She has been happily married to Muslim actor Hassan Ahmed for 14 years. He is now under pressure too.
by Massimo Introvigne

Another sign of the deteriorating situation of inter-religious relations in Pakistan is the media and Internet campaign trying to persuade popular Catholic actress and former model Sunita Marshall that she has a “duty” to convert to Islam.
Sunita Marshall married in 2009 fellow actor Hassan Ahmed. The couple decided to have two wedding ceremonies, one Muslim and one Catholic. They have two children, a boy and a girl, and until recently the question of Sunita’s religion was rarely debated in public. Under Sharia law, a Muslim man can marry a Christian woman (while a Christian man cannot marry a Muslim woman).
However, in June Sunita was interviewed by controversial YouTuber Nadir Ali and grilled on her Catholic faith. The interviewer told her in so many words that she should convert to Islam and repeatedly returned to the subject in an increasingly aggressive mood. This is not surprising since Nadir Ali has publicly defended Muslim clerics accused of organizing the kidnapping, forced conversion to Islam, and forced marriage of young Hindu girls.
Sunita handled the aggressive questions with good grace, telling the YouTuber that her faith is a personal matter, and she should be free to take her decisions about it. In other interviews, she stated she has no intention of converting to Islam.
Netizens in Pakistan debated the issue on social media, with many expressing support for how Sunita answered the attack, although others insisted she should convert to Islam. Soon, criticism involved her husband Hassan Ahmed, who was told he should have asked Sunita to convert to Islam before marrying her (in fact, he had no such obligation under the Sharia).
Ahmed was increasingly embarrassed by the criticism and had to tell media that he hopes his wife would convert to Islam and prays for it, but at the same time respects her personal decisions.
As an answer of sort to criticism, on August 9 through social media Sunita publicly endorsed the August 11 Karachi Minority Rights March, which protested the attacks against Christian churches, the kidnapping and forced conversion and marriage of minority religion girls, and the increasing religious intolerance in Pakistan.

Some Pakistani media have been described as “obsessed” by the question of Sunita’s faith, which proves that extremism is much more influential now than a decade ago, when the actress and her husband lived quietly, and the fact that the two popular actors had different religions was rarely perceived as an issue.

Massimo Introvigne (born June 14, 1955 in Rome) is an Italian sociologist of religions. He is the founder and managing director of the Center for Studies on New Religions (CESNUR), an international network of scholars who study new religious movements. Introvigne is the author of some 70 books and more than 100 articles in the field of sociology of religion. He was the main author of the Enciclopedia delle religioni in Italia (Encyclopedia of Religions in Italy). He is a member of the editorial board for the Interdisciplinary Journal of Research on Religion and of the executive board of University of California Press’ Nova Religio. From January 5 to December 31, 2011, he has served as the “Representative on combating racism, xenophobia and discrimination, with a special focus on discrimination against Christians and members of other religions” of the Organization for Security and Co-operation in Europe (OSCE). From 2012 to 2015 he served as chairperson of the Observatory of Religious Liberty, instituted by the Italian Ministry of Foreign Affairs in order to monitor problems of religious liberty on a worldwide scale.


▶ **What you need to do**:
Reproduce the records below exactly, but leave their pictures out of the copy.

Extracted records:
..........
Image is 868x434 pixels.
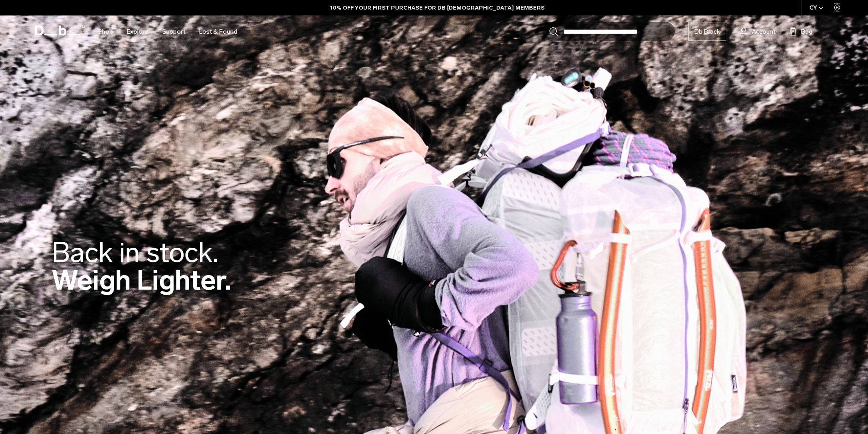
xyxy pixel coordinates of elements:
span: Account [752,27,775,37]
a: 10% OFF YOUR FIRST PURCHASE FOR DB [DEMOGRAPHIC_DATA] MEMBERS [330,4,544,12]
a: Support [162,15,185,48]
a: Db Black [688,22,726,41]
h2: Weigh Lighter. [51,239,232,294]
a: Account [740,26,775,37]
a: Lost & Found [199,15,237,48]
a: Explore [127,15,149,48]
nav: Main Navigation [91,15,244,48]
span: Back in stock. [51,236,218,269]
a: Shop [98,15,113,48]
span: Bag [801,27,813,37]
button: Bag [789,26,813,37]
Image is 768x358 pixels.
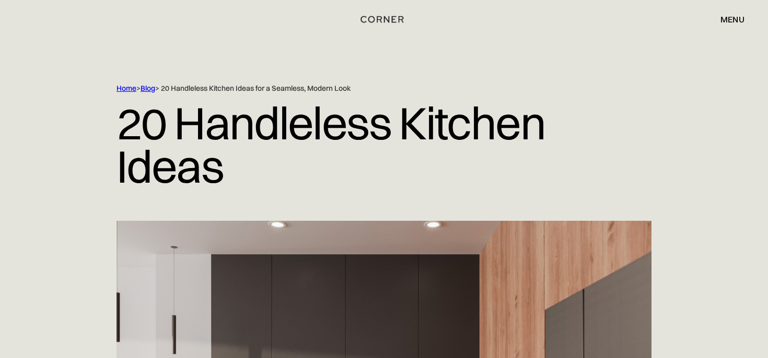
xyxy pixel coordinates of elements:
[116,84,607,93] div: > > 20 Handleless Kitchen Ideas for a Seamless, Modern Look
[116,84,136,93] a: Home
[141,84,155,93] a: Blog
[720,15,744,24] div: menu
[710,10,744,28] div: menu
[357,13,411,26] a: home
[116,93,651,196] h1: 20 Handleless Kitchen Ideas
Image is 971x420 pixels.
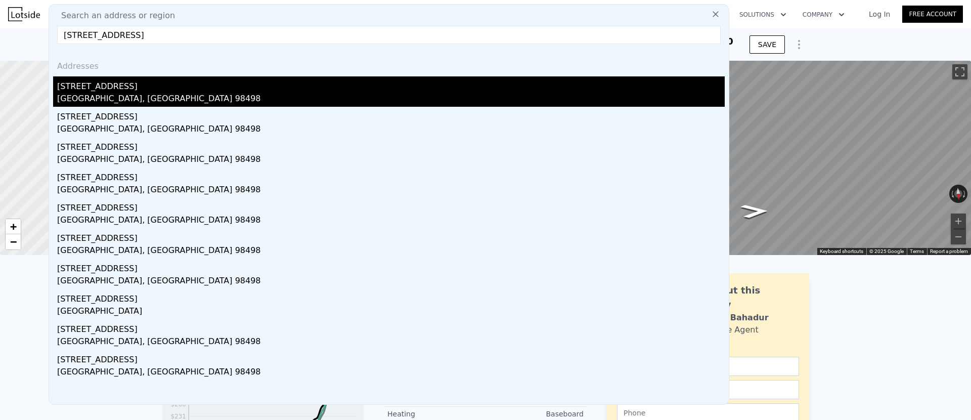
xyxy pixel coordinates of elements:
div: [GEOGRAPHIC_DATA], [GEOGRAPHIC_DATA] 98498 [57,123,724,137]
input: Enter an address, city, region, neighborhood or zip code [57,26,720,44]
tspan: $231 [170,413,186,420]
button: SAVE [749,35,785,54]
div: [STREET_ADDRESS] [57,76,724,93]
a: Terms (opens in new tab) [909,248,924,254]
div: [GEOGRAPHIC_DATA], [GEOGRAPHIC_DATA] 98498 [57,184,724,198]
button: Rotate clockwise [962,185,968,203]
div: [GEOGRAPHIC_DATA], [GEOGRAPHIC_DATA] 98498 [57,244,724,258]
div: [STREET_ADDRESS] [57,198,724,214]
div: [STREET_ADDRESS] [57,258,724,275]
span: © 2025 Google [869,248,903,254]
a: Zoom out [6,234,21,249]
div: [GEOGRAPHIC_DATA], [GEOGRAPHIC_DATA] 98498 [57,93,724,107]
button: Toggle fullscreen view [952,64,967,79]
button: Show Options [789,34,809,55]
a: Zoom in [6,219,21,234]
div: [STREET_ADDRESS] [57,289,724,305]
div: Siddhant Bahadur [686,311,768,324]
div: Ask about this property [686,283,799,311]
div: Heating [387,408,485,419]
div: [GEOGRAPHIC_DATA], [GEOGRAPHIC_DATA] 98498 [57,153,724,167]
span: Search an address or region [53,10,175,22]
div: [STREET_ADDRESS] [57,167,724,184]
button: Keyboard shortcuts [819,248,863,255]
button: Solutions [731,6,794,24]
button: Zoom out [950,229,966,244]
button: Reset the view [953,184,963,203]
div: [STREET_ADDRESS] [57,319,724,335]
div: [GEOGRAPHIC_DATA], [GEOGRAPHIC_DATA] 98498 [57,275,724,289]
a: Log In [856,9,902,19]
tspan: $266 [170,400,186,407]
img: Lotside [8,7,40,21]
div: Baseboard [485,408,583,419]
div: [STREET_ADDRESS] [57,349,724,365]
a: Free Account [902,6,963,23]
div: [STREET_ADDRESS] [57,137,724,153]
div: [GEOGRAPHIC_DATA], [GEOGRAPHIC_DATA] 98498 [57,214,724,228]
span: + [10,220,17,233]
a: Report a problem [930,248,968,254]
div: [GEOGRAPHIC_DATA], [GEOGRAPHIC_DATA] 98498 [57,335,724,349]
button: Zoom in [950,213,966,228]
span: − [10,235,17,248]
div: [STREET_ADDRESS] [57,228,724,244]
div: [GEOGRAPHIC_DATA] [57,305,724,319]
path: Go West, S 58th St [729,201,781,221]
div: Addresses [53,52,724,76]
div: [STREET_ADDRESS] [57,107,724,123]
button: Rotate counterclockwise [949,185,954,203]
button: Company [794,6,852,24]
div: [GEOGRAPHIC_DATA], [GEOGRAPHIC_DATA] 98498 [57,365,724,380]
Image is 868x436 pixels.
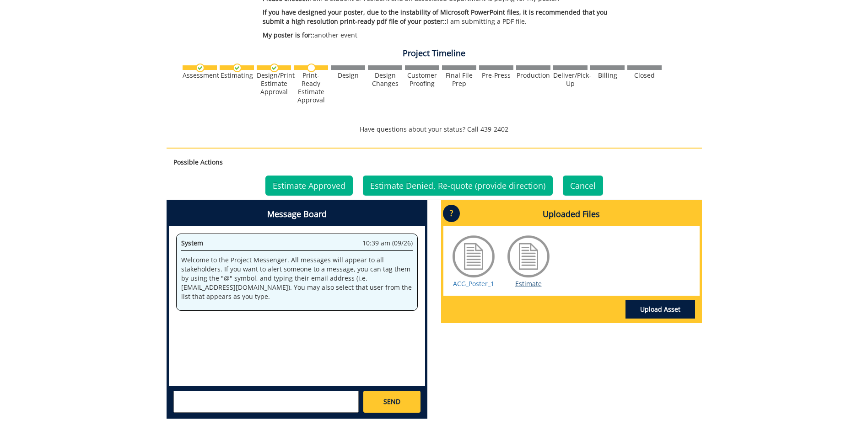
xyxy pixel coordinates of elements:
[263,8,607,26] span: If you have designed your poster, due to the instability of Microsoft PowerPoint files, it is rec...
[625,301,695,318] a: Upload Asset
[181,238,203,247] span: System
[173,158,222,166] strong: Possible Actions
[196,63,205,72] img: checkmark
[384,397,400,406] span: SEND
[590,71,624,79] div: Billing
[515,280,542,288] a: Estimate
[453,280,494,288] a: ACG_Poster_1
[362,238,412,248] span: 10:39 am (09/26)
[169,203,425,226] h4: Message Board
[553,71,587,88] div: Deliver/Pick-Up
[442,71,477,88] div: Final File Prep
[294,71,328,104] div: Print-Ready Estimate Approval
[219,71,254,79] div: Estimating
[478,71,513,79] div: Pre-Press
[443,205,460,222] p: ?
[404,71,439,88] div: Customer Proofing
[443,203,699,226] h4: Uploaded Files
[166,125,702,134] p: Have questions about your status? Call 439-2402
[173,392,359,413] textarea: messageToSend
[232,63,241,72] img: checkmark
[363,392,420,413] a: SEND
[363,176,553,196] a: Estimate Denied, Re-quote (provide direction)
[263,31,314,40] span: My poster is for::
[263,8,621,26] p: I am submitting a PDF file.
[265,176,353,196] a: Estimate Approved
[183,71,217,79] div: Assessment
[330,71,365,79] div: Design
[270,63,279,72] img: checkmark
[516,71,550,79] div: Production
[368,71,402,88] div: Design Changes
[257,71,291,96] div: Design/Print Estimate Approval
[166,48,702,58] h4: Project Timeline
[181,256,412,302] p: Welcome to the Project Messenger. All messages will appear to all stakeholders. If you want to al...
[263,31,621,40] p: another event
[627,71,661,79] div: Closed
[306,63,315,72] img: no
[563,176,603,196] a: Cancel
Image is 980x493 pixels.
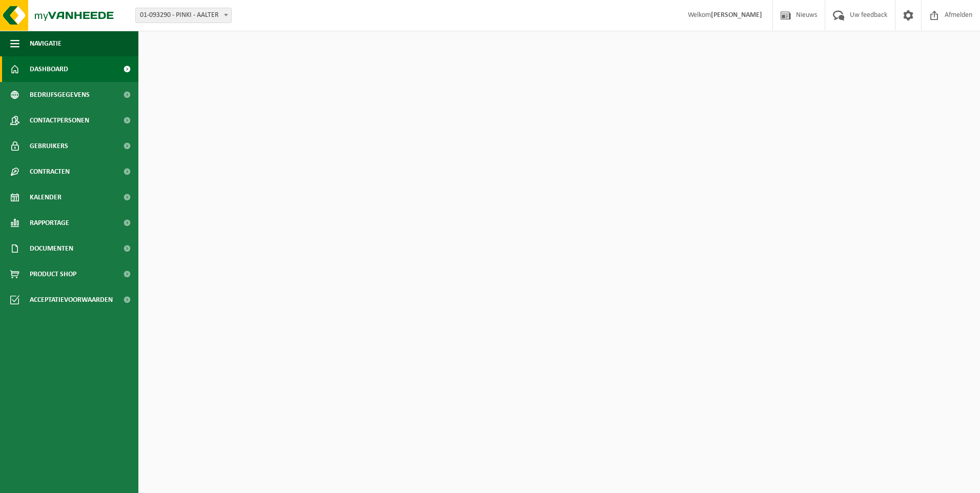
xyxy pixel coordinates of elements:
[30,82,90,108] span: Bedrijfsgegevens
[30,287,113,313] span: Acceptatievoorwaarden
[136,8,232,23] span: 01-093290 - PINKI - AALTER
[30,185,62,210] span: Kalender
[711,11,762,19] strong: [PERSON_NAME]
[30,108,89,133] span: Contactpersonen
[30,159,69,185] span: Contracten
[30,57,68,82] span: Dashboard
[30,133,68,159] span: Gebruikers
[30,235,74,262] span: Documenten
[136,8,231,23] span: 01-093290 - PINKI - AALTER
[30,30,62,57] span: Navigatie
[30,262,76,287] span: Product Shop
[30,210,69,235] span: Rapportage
..........
▶ **Solution for this task**:
Image is 868x434 pixels.
xyxy pixel coordinates of elements:
span: Account [752,27,775,37]
a: 10% OFF YOUR FIRST PURCHASE FOR DB [DEMOGRAPHIC_DATA] MEMBERS [330,4,544,12]
a: Support [162,15,185,48]
a: Db Black [688,22,726,41]
h2: Weigh Lighter. [51,239,232,294]
a: Account [740,26,775,37]
a: Lost & Found [199,15,237,48]
a: Explore [127,15,149,48]
nav: Main Navigation [91,15,244,48]
span: Back in stock. [51,236,218,269]
a: Shop [98,15,113,48]
span: Bag [801,27,813,37]
button: Bag [789,26,813,37]
Image is 768x358 pixels.
xyxy pixel coordinates of elements:
[116,84,607,93] div: > > 20 Handleless Kitchen Ideas for a Seamless, Modern Look
[116,84,136,93] a: Home
[141,84,155,93] a: Blog
[720,15,744,24] div: menu
[710,10,744,28] div: menu
[357,13,411,26] a: home
[116,93,651,196] h1: 20 Handleless Kitchen Ideas
Image is 971x420 pixels.
xyxy pixel coordinates of elements:
div: [GEOGRAPHIC_DATA], [GEOGRAPHIC_DATA] 98498 [57,123,724,137]
input: Enter an address, city, region, neighborhood or zip code [57,26,720,44]
tspan: $231 [170,413,186,420]
button: SAVE [749,35,785,54]
div: [STREET_ADDRESS] [57,76,724,93]
a: Terms (opens in new tab) [909,248,924,254]
div: [GEOGRAPHIC_DATA], [GEOGRAPHIC_DATA] 98498 [57,184,724,198]
button: Rotate clockwise [962,185,968,203]
div: [GEOGRAPHIC_DATA], [GEOGRAPHIC_DATA] 98498 [57,244,724,258]
div: [STREET_ADDRESS] [57,198,724,214]
div: [STREET_ADDRESS] [57,258,724,275]
span: © 2025 Google [869,248,903,254]
a: Zoom out [6,234,21,249]
div: [GEOGRAPHIC_DATA], [GEOGRAPHIC_DATA] 98498 [57,93,724,107]
button: Toggle fullscreen view [952,64,967,79]
button: Show Options [789,34,809,55]
a: Zoom in [6,219,21,234]
div: [STREET_ADDRESS] [57,289,724,305]
div: Siddhant Bahadur [686,311,768,324]
div: Ask about this property [686,283,799,311]
div: Heating [387,408,485,419]
div: [GEOGRAPHIC_DATA], [GEOGRAPHIC_DATA] 98498 [57,153,724,167]
span: Search an address or region [53,10,175,22]
div: [STREET_ADDRESS] [57,167,724,184]
button: Keyboard shortcuts [819,248,863,255]
button: Solutions [731,6,794,24]
button: Zoom out [950,229,966,244]
button: Reset the view [953,184,963,203]
div: [STREET_ADDRESS] [57,319,724,335]
div: [GEOGRAPHIC_DATA], [GEOGRAPHIC_DATA] 98498 [57,275,724,289]
a: Log In [856,9,902,19]
tspan: $266 [170,400,186,407]
img: Lotside [8,7,40,21]
div: Baseboard [485,408,583,419]
div: [STREET_ADDRESS] [57,349,724,365]
a: Free Account [902,6,963,23]
div: [STREET_ADDRESS] [57,137,724,153]
div: [GEOGRAPHIC_DATA], [GEOGRAPHIC_DATA] 98498 [57,214,724,228]
span: + [10,220,17,233]
a: Report a problem [930,248,968,254]
div: [GEOGRAPHIC_DATA], [GEOGRAPHIC_DATA] 98498 [57,335,724,349]
button: Zoom in [950,213,966,228]
span: − [10,235,17,248]
div: [STREET_ADDRESS] [57,228,724,244]
div: [GEOGRAPHIC_DATA] [57,305,724,319]
path: Go West, S 58th St [729,201,781,221]
div: Addresses [53,52,724,76]
div: [STREET_ADDRESS] [57,107,724,123]
button: Rotate counterclockwise [949,185,954,203]
button: Company [794,6,852,24]
div: [GEOGRAPHIC_DATA], [GEOGRAPHIC_DATA] 98498 [57,365,724,380]
Image is 868x436 pixels.
xyxy pixel coordinates of elements:
[263,8,607,26] span: If you have designed your poster, due to the instability of Microsoft PowerPoint files, it is rec...
[625,301,695,318] a: Upload Asset
[181,238,203,247] span: System
[173,158,222,166] strong: Possible Actions
[196,63,205,72] img: checkmark
[384,397,400,406] span: SEND
[590,71,624,79] div: Billing
[515,280,542,288] a: Estimate
[453,280,494,288] a: ACG_Poster_1
[362,238,412,248] span: 10:39 am (09/26)
[169,203,425,226] h4: Message Board
[553,71,587,88] div: Deliver/Pick-Up
[442,71,477,88] div: Final File Prep
[294,71,328,104] div: Print-Ready Estimate Approval
[219,71,254,79] div: Estimating
[478,71,513,79] div: Pre-Press
[443,205,460,222] p: ?
[404,71,439,88] div: Customer Proofing
[443,203,699,226] h4: Uploaded Files
[166,125,702,134] p: Have questions about your status? Call 439-2402
[173,392,359,413] textarea: messageToSend
[232,63,241,72] img: checkmark
[363,392,420,413] a: SEND
[363,176,553,196] a: Estimate Denied, Re-quote (provide direction)
[263,31,314,40] span: My poster is for::
[263,8,621,26] p: I am submitting a PDF file.
[265,176,353,196] a: Estimate Approved
[183,71,217,79] div: Assessment
[330,71,365,79] div: Design
[270,63,279,72] img: checkmark
[516,71,550,79] div: Production
[368,71,402,88] div: Design Changes
[257,71,291,96] div: Design/Print Estimate Approval
[166,48,702,58] h4: Project Timeline
[181,256,412,302] p: Welcome to the Project Messenger. All messages will appear to all stakeholders. If you want to al...
[263,31,621,40] p: another event
[627,71,661,79] div: Closed
[306,63,315,72] img: no
[563,176,603,196] a: Cancel
Image is 980x493 pixels.
xyxy pixel coordinates of elements:
[30,82,90,108] span: Bedrijfsgegevens
[30,287,113,313] span: Acceptatievoorwaarden
[136,8,232,23] span: 01-093290 - PINKI - AALTER
[30,185,62,210] span: Kalender
[711,11,762,19] strong: [PERSON_NAME]
[30,108,89,133] span: Contactpersonen
[30,159,69,185] span: Contracten
[30,57,68,82] span: Dashboard
[30,133,68,159] span: Gebruikers
[30,235,74,262] span: Documenten
[136,8,231,23] span: 01-093290 - PINKI - AALTER
[30,30,62,57] span: Navigatie
[30,262,76,287] span: Product Shop
[30,210,69,235] span: Rapportage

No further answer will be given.